Why Everyone Over Thirty or So is F---ing Crazy
Start with our parents, who grew up with this:
It's a 15-minute short, titled "Alert Today, Alive Tomorrow," which aired right after "Dr. Strangelove, Or How I Learned To Stop Worrying and Love the Bomb" on the Turner Classic Movie channel Friday night. It would be as difficult to overstate its banal absurdity as it is to give TCM sufficient credit for pairing it with Stanley Kubrick's masterpiece of nuclear paranoia. You get the sense that Kubrick, making his movie about, among other things, the persistence of human myopia even when faced with the real and immediate prospect of humanity's extinction, was responding to cultural detritus like this and suggesting that at least we should acknowledge how profoundly fucked is its unspoken premise.
The hell of it is that I'm pretty sure Reading, PA--the center of action in "Alert Today, Alive Tomorrow," demonstrating Civil Defense activities leavened with a big dollop of small-town goodness--was literally in no danger at all when this was made in the mid-to-late 1950s. It's been a long time since I studied this stuff, but my recollection is that the USSR had very few weapons capable of hitting the continental U.S. at least until the very end of that decade: they would have needed to use bombers, most of which probably would have been easily enough intercepted. Western Europe, sure; maybe a few coastal cities like Washington, New York, LA and San Francisco, centers of government and finance and culture. But Reading? Really? Granted that Reading still had a six-digit population back then, in its heyday, it's still hard to imagine it cracking the top 100 targets of a nuclear strike.
That said, a cloudburst detonation over the center of town would have killed pretty much everyone there: the film notes, in the same avuncular/matter-of-fact narrator voice that describes neighbors as "good eggs," that the hydrogen bomb blast radius was three miles, inside of which everyone is vaporized. Reading is only about ten square miles. Game over, man.
Now, by the time we thirtysomethings were growing up, both nuclear-armed superpowers had redundancy of redundancy with arsenals of MIRVs loaded onto ICBMs and SLBMs. I remember reading, I think in Common Cause magazine around 1983 (I was a weird kid; I probably took it from my grandfather's den--or, perhaps worse, he gave it to me), that the USSR had the capacity to annihilate the entire human race something like 95 times over; not to be outdone, the United States could so more than 100 times. There was a sense--at least, I remember feeling the sense--that nuclear war was inevitable. Ronald Reagan famously joked about it in a radio soundcheck in 1984, and the culture was filled with reminders of apocalypse soon.
With the advent of Gorbachev in the mid-'80s, Cold War tensions began to ease, and by the time I started college in 1991 the USSR was no more and the prospect of total nuclear war probably more remote than at any time since the world first learned of the Soviet bomb. I don't remember feeling one moment of relief that, yes, I could stop worrying about obliteration from above. But it does have to figure in somewhere. Whatever the problems of the Millenials, at least they didn't grow up with that literally over their heads.
Subscribe to:
Post Comments (Atom)
1 comment:
Ha, I know one of those streets, I think. Looks like Temple,PA, about three miles outside the city limits.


Using the records below, count the lines with "bottom" in them. Give the number only.

[Data entries for graphics]
※

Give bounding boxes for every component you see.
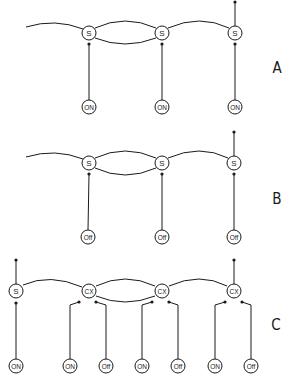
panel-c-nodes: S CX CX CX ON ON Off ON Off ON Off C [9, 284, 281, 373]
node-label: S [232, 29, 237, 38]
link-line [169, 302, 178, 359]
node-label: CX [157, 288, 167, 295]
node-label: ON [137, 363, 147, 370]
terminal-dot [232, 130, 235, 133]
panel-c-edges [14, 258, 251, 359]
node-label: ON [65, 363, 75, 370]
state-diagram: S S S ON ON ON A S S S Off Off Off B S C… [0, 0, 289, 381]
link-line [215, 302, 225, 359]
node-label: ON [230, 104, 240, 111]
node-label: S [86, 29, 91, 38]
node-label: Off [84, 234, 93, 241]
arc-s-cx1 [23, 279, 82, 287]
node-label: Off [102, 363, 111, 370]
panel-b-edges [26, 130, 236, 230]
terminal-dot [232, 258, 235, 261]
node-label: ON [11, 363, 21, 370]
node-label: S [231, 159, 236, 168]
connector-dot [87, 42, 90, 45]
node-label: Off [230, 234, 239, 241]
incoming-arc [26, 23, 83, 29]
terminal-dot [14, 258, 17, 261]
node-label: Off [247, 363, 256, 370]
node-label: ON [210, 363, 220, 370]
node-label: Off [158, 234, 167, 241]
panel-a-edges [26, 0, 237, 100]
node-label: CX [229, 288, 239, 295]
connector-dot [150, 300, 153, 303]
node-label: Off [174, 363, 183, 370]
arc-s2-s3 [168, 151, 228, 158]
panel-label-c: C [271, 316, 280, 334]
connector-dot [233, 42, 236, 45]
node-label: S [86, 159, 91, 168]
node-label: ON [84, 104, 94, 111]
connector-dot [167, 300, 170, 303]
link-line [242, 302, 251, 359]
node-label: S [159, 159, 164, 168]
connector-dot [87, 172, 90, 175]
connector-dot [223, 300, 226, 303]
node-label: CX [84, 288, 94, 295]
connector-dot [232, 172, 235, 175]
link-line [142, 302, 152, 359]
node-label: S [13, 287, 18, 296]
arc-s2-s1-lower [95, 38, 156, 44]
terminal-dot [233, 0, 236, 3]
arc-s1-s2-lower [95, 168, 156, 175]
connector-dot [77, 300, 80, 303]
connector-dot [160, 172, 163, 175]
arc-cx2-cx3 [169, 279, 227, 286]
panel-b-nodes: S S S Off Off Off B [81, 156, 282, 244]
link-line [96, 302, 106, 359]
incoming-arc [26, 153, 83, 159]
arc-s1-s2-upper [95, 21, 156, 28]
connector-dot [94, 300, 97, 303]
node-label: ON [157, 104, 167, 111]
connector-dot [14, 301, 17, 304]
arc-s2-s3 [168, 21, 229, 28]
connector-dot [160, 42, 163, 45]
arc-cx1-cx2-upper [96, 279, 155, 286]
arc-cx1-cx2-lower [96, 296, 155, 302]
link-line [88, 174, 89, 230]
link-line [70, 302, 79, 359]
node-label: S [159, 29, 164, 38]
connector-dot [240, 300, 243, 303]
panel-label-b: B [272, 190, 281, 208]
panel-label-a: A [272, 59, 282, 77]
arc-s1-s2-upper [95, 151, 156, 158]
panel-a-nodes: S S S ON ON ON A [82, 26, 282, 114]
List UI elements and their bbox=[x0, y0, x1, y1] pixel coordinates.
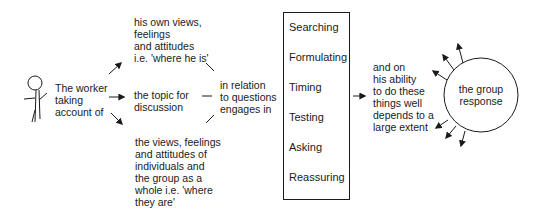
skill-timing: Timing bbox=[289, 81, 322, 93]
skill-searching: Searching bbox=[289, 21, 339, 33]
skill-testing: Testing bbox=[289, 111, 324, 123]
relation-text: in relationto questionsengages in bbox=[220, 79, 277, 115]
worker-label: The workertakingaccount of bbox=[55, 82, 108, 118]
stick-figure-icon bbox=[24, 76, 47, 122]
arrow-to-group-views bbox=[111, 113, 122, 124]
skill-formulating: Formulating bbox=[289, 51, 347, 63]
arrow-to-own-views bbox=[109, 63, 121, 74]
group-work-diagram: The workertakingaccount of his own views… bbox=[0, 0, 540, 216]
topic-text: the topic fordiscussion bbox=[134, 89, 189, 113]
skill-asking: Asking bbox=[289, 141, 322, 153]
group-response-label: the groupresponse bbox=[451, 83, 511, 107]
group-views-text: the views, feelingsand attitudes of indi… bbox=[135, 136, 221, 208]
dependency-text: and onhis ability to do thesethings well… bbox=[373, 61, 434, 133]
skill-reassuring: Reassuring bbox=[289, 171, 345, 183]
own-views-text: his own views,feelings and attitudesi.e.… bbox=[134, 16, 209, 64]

※

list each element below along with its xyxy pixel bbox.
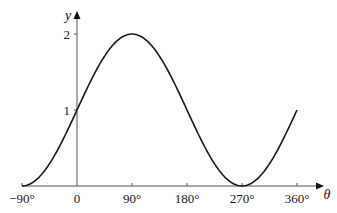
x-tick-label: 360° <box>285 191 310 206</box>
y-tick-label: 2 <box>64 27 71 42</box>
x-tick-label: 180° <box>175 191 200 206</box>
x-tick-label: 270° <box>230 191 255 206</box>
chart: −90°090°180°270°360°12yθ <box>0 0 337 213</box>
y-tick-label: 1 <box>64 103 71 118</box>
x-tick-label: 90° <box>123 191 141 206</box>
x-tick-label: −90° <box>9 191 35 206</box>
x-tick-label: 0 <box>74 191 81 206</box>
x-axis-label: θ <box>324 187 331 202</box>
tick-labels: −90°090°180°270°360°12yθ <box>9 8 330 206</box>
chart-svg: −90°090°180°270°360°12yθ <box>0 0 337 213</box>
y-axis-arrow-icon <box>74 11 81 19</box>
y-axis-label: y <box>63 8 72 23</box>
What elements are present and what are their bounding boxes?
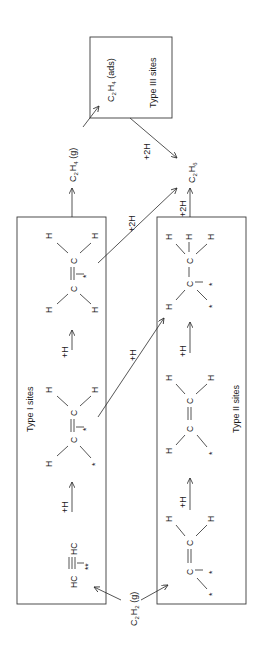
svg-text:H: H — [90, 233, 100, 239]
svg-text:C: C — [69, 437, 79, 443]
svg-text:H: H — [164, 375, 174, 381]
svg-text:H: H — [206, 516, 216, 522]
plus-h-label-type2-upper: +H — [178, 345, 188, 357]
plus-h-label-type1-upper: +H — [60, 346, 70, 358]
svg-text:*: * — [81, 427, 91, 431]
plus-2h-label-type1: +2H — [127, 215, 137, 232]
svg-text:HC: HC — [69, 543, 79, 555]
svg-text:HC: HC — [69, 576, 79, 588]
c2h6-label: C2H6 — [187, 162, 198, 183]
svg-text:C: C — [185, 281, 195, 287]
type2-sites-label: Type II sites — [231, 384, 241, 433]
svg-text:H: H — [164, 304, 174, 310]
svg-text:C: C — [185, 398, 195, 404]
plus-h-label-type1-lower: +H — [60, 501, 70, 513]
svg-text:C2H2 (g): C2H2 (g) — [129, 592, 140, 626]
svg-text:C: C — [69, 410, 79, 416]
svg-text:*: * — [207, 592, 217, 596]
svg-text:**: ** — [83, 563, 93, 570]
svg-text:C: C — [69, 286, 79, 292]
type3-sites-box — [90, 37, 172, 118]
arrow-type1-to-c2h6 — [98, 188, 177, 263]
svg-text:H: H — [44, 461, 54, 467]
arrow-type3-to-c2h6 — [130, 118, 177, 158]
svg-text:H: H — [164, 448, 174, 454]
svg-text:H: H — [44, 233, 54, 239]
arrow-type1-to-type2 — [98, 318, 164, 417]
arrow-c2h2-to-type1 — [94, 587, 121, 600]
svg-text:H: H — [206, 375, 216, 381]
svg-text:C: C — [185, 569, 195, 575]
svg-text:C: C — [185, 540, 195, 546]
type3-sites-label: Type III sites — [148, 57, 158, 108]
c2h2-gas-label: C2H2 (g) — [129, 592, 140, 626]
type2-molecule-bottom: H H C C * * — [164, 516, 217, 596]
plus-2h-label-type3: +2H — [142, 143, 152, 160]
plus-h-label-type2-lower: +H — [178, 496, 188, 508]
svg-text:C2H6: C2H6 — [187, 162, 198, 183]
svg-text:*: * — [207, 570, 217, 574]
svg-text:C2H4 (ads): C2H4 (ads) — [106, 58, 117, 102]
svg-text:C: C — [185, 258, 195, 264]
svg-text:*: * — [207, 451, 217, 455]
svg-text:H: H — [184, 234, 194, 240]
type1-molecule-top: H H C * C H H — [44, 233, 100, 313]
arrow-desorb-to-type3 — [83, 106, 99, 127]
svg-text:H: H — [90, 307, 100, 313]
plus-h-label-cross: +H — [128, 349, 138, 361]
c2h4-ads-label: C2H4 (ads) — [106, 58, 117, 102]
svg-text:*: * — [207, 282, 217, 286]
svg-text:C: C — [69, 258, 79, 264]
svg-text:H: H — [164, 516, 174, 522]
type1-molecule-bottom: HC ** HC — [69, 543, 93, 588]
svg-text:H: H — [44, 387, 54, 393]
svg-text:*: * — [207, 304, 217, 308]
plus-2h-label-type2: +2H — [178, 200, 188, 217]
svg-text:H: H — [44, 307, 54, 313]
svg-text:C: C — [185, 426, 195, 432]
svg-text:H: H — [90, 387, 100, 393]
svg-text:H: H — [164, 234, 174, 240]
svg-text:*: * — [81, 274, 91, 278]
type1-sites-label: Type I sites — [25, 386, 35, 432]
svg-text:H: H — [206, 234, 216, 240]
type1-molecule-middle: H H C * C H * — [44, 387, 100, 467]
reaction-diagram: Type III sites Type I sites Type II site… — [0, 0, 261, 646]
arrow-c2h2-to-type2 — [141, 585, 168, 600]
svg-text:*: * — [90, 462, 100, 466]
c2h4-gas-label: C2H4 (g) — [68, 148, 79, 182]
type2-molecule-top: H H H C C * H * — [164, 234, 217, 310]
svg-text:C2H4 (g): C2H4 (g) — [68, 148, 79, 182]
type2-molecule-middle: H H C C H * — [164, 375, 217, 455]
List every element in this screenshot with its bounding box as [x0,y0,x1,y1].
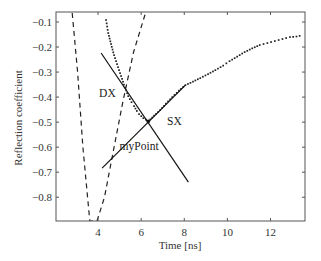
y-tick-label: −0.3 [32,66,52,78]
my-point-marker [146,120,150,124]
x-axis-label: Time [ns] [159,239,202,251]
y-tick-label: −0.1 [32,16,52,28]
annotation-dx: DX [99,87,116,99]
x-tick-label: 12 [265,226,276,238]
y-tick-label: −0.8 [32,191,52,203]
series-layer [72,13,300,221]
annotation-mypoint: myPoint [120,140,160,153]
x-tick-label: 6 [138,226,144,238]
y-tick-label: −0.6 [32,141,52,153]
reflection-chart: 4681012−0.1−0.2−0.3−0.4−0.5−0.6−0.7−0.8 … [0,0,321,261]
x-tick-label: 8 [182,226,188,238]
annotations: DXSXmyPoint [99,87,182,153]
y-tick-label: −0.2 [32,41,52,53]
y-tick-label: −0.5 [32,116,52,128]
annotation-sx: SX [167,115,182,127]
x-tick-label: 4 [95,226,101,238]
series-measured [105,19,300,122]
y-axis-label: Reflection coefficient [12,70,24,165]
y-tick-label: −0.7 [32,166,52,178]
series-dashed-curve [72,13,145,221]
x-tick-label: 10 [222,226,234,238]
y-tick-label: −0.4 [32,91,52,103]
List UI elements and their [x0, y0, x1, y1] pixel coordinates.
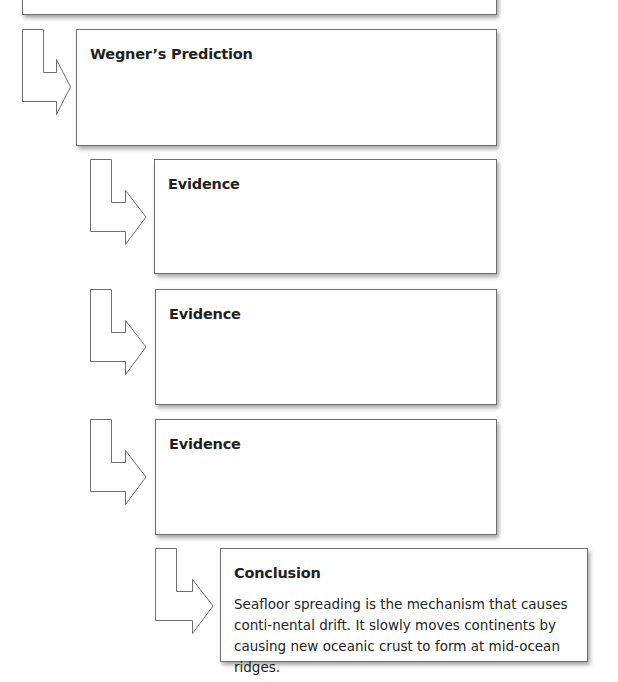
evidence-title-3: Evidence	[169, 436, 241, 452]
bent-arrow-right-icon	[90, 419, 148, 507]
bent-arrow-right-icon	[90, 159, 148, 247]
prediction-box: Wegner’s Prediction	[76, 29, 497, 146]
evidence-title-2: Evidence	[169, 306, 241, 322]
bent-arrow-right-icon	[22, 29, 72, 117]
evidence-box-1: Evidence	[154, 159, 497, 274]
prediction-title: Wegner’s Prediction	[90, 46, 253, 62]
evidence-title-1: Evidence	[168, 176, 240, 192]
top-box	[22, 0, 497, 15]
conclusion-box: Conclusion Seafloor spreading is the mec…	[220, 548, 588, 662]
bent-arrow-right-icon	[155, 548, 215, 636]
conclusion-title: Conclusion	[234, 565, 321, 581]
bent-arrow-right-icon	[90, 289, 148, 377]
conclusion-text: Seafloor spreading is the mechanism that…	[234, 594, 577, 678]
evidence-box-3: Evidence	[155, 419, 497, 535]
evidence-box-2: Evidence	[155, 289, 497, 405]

※

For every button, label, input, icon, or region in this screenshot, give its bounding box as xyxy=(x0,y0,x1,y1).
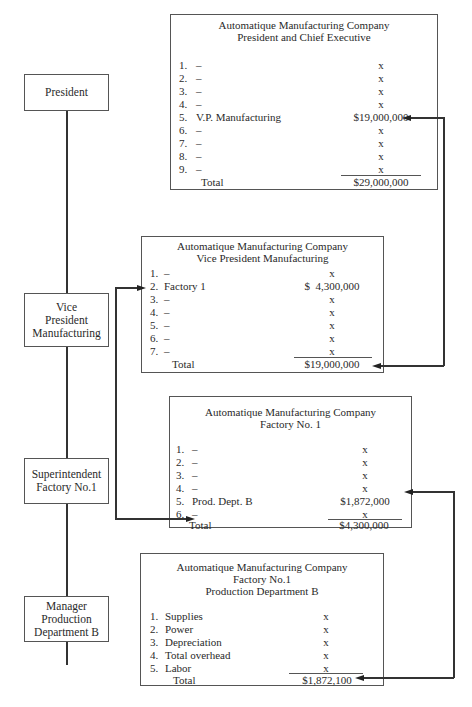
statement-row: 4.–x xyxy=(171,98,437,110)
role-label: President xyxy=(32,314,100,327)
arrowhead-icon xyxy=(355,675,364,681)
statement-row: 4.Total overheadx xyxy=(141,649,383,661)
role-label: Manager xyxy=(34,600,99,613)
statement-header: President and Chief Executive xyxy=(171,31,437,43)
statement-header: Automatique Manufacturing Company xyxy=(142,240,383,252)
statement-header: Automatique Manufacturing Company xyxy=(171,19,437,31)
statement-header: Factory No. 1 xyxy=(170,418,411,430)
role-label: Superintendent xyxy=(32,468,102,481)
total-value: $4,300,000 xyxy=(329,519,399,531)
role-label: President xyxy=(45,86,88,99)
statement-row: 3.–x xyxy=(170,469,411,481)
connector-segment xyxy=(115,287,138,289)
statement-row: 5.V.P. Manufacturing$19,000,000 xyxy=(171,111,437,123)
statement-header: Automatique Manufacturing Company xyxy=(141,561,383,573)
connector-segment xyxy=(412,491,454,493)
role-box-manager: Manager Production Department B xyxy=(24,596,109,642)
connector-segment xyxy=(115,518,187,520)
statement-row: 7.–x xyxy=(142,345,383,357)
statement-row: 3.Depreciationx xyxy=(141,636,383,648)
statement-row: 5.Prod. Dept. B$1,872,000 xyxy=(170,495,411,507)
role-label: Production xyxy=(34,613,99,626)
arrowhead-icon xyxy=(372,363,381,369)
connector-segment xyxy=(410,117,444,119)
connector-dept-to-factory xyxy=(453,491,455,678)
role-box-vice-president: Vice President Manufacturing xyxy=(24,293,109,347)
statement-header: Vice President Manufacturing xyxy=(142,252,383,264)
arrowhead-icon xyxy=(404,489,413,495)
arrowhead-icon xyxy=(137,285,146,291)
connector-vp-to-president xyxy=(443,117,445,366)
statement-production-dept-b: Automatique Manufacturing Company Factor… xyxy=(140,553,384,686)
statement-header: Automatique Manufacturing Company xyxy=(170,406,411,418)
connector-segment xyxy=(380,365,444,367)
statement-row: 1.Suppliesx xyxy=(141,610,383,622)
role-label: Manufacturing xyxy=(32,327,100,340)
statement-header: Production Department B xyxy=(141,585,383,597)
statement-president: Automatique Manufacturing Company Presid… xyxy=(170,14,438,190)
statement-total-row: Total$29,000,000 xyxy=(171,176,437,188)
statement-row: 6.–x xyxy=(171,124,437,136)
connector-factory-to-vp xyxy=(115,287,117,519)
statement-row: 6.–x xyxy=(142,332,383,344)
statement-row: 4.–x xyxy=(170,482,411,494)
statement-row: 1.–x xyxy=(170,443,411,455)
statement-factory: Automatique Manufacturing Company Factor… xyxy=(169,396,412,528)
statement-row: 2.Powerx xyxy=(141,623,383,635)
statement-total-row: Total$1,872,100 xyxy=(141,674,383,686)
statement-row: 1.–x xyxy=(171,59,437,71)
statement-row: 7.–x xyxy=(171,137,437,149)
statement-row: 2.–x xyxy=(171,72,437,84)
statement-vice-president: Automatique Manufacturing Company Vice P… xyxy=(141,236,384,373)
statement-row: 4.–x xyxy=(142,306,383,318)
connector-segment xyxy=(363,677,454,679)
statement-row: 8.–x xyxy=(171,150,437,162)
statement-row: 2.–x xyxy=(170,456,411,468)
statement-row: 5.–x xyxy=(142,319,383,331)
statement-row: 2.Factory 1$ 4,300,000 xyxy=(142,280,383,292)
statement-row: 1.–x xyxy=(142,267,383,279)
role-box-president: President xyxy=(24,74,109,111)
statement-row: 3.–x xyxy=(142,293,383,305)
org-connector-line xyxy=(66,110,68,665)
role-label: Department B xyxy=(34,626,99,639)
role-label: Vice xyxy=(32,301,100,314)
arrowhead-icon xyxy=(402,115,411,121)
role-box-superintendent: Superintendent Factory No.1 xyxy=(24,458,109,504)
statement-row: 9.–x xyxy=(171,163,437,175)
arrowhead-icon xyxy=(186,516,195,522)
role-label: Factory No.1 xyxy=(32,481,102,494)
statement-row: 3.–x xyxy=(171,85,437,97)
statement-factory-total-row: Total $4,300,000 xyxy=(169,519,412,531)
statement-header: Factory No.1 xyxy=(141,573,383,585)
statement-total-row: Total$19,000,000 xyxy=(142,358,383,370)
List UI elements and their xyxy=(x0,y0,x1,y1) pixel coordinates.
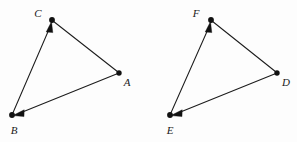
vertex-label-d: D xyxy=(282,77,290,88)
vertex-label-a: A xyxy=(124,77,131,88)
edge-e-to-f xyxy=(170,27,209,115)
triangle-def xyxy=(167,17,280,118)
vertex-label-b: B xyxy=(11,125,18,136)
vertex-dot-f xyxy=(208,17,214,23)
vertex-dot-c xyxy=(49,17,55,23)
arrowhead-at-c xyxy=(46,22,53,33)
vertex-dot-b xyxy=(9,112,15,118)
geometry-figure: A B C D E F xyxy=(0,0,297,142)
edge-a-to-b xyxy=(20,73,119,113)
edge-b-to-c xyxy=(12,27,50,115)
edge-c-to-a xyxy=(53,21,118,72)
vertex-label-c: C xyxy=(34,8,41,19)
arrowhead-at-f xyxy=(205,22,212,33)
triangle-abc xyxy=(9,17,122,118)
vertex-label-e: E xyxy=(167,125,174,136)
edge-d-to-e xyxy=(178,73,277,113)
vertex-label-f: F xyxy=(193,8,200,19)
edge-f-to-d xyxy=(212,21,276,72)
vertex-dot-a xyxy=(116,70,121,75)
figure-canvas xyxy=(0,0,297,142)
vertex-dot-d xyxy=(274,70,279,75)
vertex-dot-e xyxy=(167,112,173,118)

※

Answer for the task
2